Based on Ilya's comments [1] it sounds like it was more about a disagreement around the original non-profit mission, and making sure that AI benefited all of humanity.

Perhaps Ilya felt Sam was focusing too much on profit and power with his recent world tour and then dev day? Regardless, it's certainly rare, for one of the core scientists to maintain control over their creation, rather than the other way around. Typically the VC business guy would be pushing the scientist out.

1. https://nitter.net/GaryMarcus/status/1725707548106580255


It would be weird for this sort of disagreement to reach a feverpitch that would see the CEO sacked without some much better model in the background though.

Like Dev Day was characterized as "too far". How ? How is that interfering with the mission to benefit all humanity? It's all very weird.


How is profit-sharing chatgpt stores benefiting humanity?


Funding further development in to AGI in the long term and creating new ways to make people more efficient in the short term?


Attracting developers arguably benefits humanity, and one way to do that is by sharing profits.


Yeah, no idea, I can only speculate, maybe Dev Day was just the final straw, or perhaps it was related to APEC and the whole world tour that Sam did to make deals with powerful actors, or maybe it was related to the rumored tender offer?
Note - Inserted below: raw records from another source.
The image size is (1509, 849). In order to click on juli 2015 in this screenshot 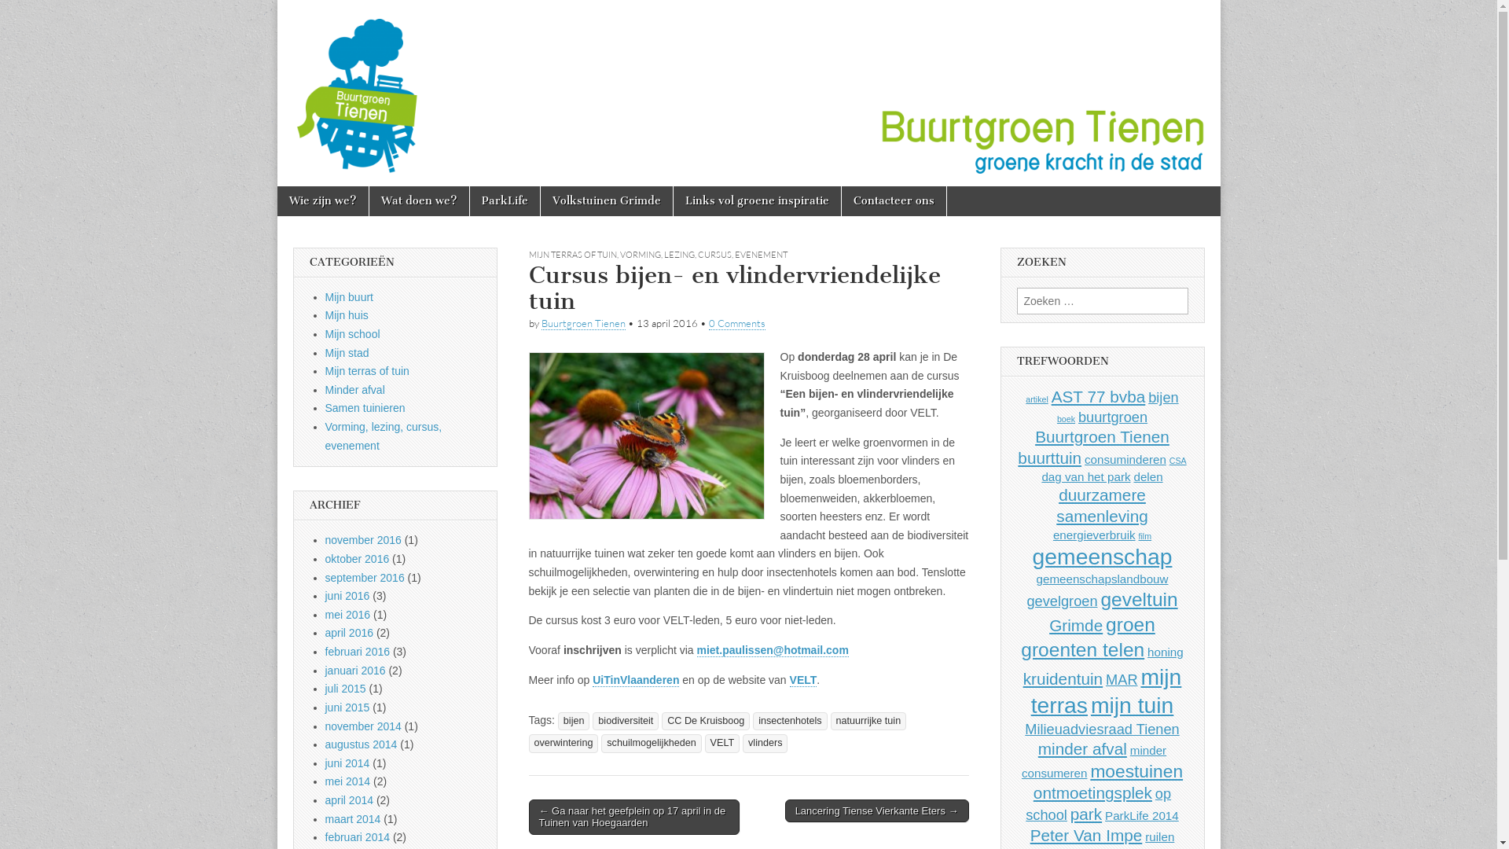, I will do `click(346, 688)`.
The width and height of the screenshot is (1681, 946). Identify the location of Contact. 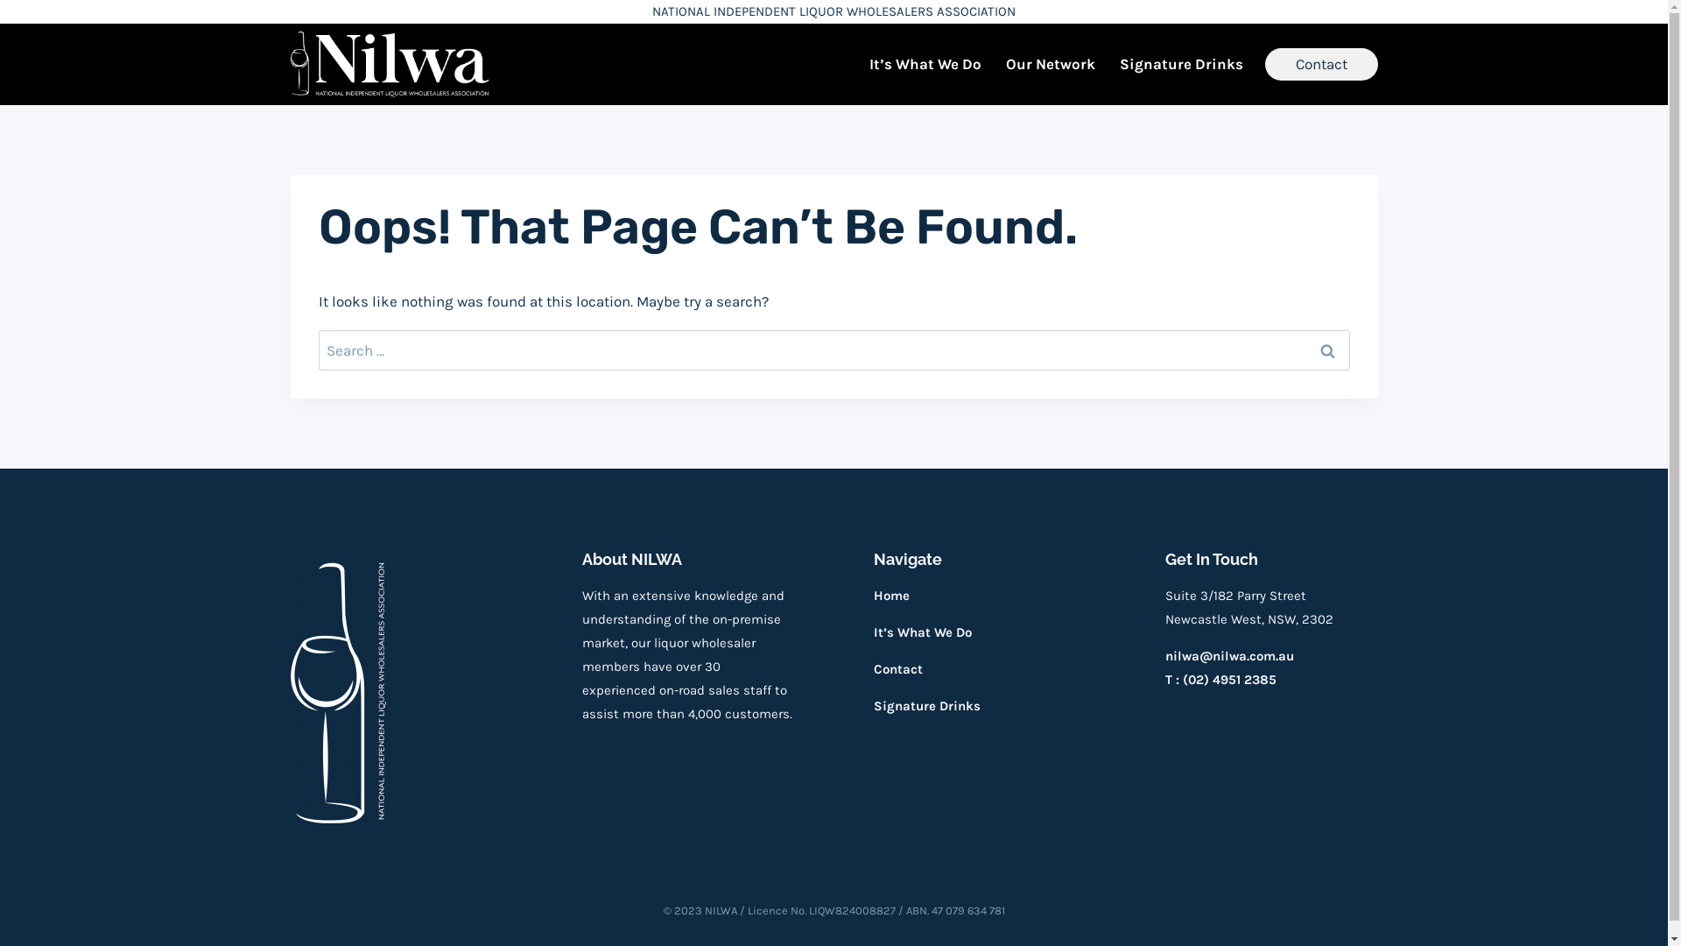
(898, 669).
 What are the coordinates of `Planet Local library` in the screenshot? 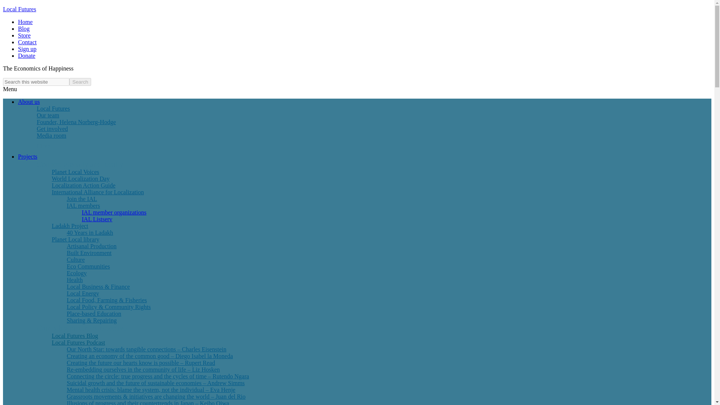 It's located at (75, 239).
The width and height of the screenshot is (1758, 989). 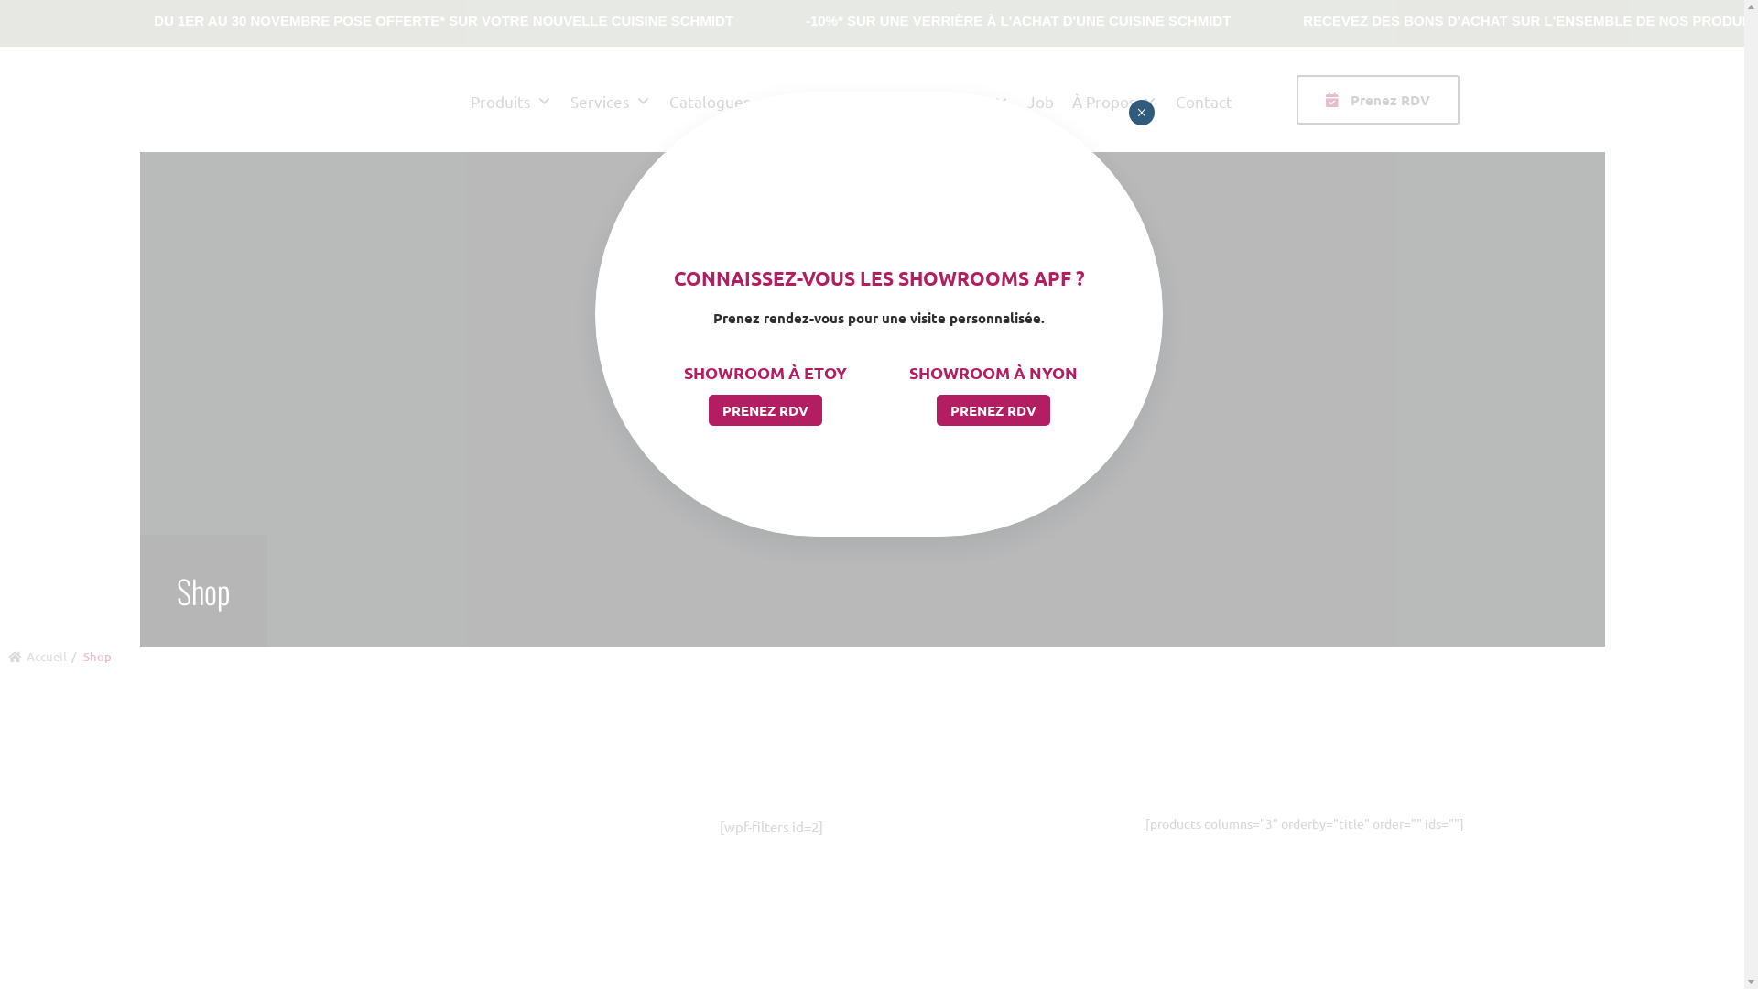 What do you see at coordinates (950, 99) in the screenshot?
I see `Inspirez-vous` at bounding box center [950, 99].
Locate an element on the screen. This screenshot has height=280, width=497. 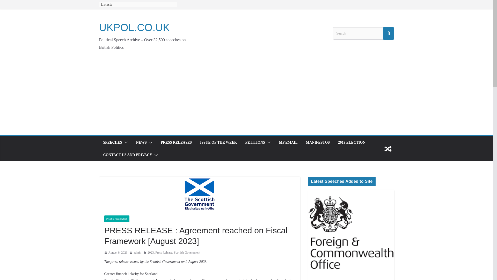
MP EMAIL is located at coordinates (289, 142).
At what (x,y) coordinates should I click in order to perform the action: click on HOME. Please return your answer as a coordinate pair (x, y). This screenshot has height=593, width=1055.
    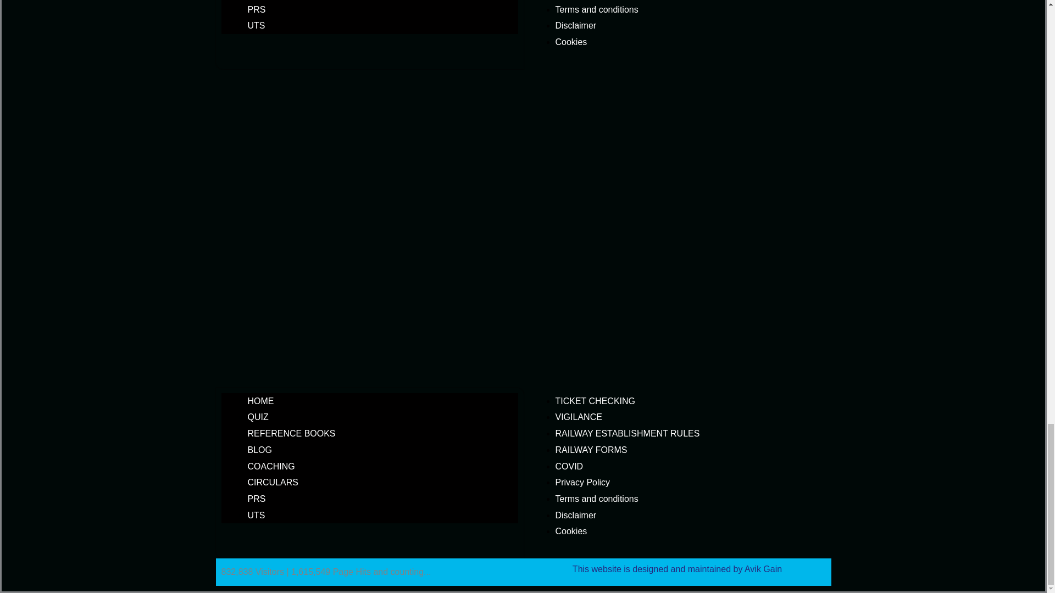
    Looking at the image, I should click on (260, 401).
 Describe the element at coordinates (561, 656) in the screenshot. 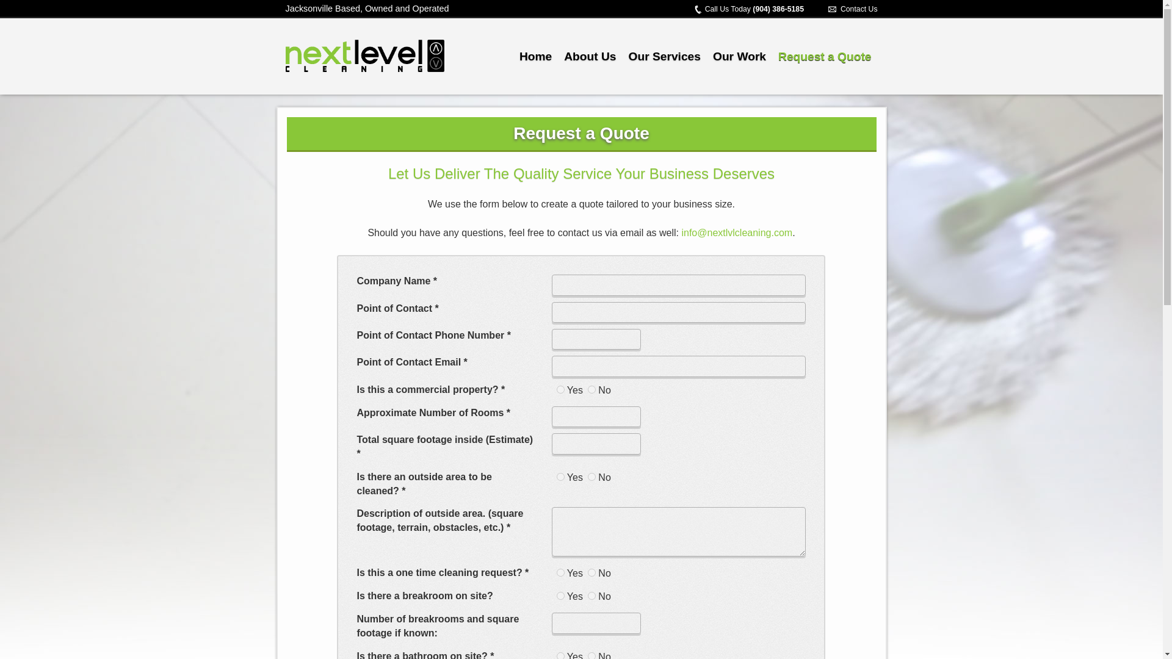

I see `Yes` at that location.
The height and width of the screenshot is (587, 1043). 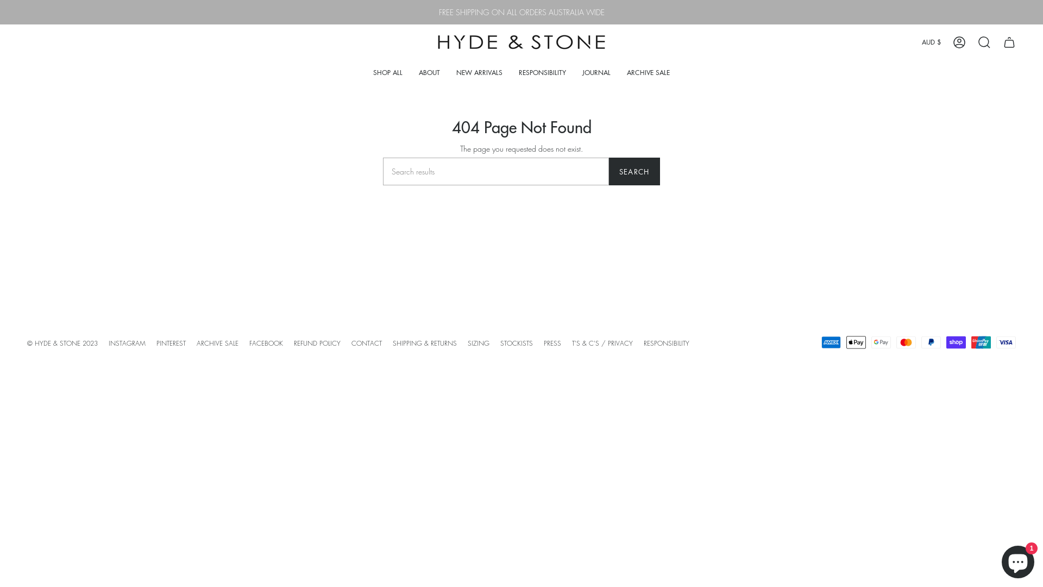 I want to click on Cart, so click(x=1010, y=42).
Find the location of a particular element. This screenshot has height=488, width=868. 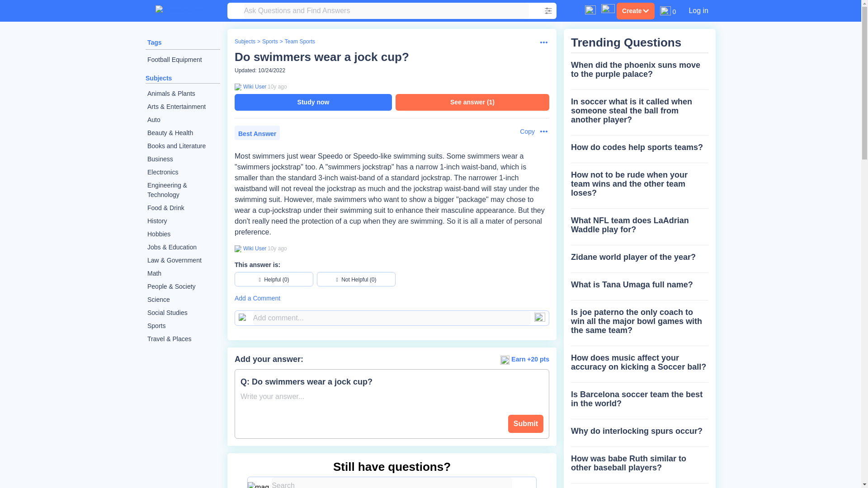

Wiki User is located at coordinates (254, 249).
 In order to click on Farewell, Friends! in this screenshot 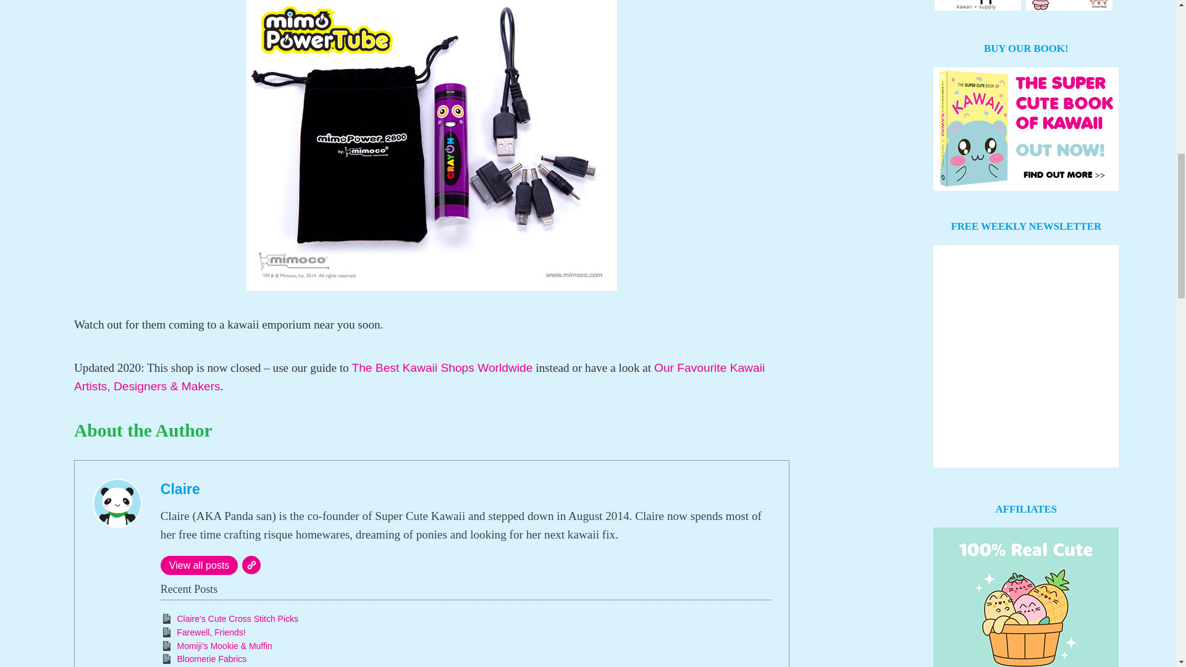, I will do `click(211, 632)`.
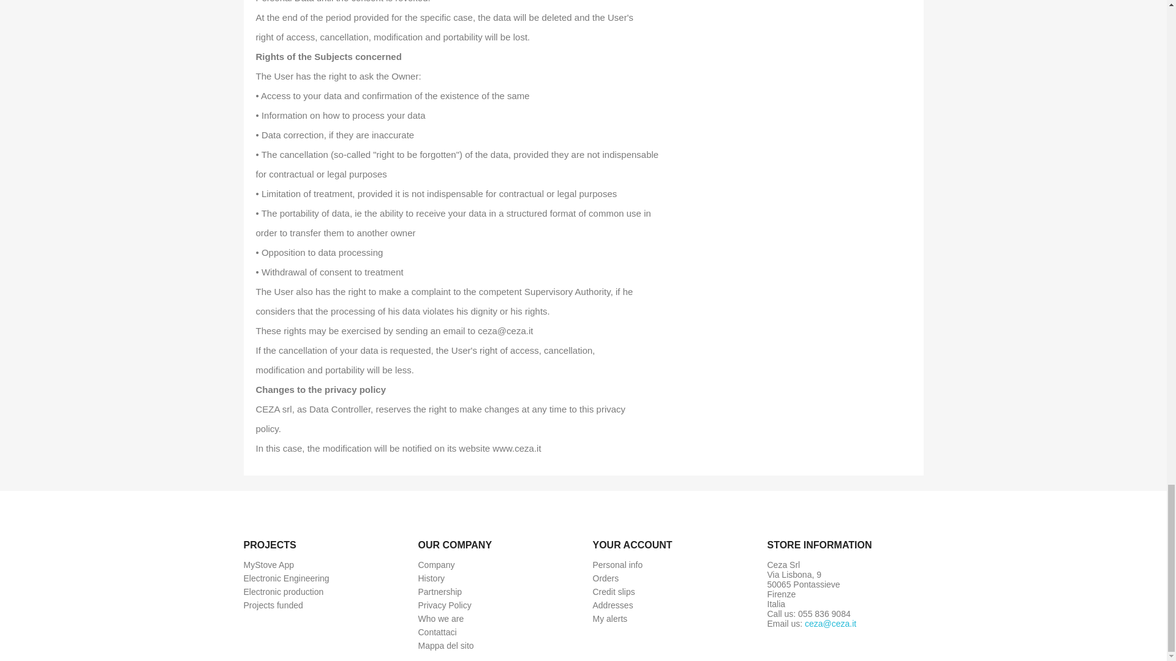 This screenshot has height=661, width=1176. I want to click on Personal info, so click(617, 565).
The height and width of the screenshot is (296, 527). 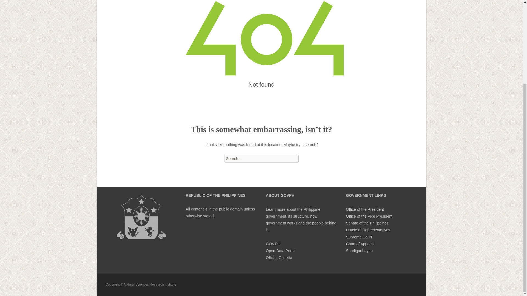 I want to click on Open Data Portal, so click(x=280, y=251).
https://www.nytimes.com/2023/10/20/technology/openai-artific...


I don't think Ilya is jealous, I think he just fundamentally is more devoted to the original non-profit mission, and the AI research.

Sam is a VC guy who has been going on a world tour to not just get in the spotlight, but to actually accumulate power, influence, and more capital investment.

At some point, this means Ilya no longer trusts that Sam is actually devoted to the original mission to benefit all of humanity. So, I think it's a little more complicated than just being "jealous".